• _Your goal_
Quote exactly, and only, the lines of the material below from the line with "Task: Click on the CONTACTS" through the line with "This screenshot has height=1056, width=1877.".

+++

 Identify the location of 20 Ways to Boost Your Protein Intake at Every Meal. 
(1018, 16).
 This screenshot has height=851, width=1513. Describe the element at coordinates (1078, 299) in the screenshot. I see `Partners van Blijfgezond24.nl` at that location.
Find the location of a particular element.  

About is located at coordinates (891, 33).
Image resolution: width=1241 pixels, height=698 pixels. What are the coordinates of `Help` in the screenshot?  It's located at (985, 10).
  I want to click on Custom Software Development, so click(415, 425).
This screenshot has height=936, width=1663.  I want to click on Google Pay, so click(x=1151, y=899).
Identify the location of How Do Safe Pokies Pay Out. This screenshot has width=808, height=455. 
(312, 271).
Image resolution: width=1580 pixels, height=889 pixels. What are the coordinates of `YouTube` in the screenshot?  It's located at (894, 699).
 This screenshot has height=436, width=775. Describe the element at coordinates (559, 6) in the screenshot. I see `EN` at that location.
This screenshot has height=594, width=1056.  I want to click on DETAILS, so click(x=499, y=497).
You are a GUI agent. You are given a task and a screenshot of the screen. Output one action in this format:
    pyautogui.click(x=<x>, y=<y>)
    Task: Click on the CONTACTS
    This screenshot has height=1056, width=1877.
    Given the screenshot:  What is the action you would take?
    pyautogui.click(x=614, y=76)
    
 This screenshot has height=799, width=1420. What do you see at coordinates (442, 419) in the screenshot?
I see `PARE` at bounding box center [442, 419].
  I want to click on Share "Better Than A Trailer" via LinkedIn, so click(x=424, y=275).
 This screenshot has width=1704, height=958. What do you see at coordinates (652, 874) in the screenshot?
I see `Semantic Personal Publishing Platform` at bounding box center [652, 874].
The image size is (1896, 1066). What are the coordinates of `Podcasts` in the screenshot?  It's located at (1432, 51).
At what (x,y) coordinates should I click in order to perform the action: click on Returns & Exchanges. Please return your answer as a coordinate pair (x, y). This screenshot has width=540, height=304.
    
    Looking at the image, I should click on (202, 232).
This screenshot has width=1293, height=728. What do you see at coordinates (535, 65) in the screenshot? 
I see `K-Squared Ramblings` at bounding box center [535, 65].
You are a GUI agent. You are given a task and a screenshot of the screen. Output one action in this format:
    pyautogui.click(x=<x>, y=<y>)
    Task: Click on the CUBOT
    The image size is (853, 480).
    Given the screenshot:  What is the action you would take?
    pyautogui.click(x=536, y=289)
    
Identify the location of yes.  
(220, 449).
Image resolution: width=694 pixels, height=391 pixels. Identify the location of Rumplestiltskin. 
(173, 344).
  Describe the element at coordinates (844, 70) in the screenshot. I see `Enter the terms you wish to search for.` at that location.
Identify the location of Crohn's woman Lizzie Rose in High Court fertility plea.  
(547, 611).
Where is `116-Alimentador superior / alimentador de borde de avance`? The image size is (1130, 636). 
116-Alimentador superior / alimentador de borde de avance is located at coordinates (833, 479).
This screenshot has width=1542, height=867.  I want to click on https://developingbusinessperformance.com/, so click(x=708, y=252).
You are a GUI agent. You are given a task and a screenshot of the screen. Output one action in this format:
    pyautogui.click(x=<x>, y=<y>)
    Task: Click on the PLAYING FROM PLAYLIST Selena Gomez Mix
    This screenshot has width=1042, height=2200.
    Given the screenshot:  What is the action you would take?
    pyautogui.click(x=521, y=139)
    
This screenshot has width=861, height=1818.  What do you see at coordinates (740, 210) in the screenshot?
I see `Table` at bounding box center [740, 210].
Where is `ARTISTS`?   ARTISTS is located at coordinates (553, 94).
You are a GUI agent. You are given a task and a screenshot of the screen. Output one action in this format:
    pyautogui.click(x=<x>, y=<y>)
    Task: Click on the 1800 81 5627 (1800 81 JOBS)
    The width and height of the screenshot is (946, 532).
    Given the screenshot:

+++

• _Answer_
    Task: Click on the CONTACTS
    This screenshot has height=1056, width=1877.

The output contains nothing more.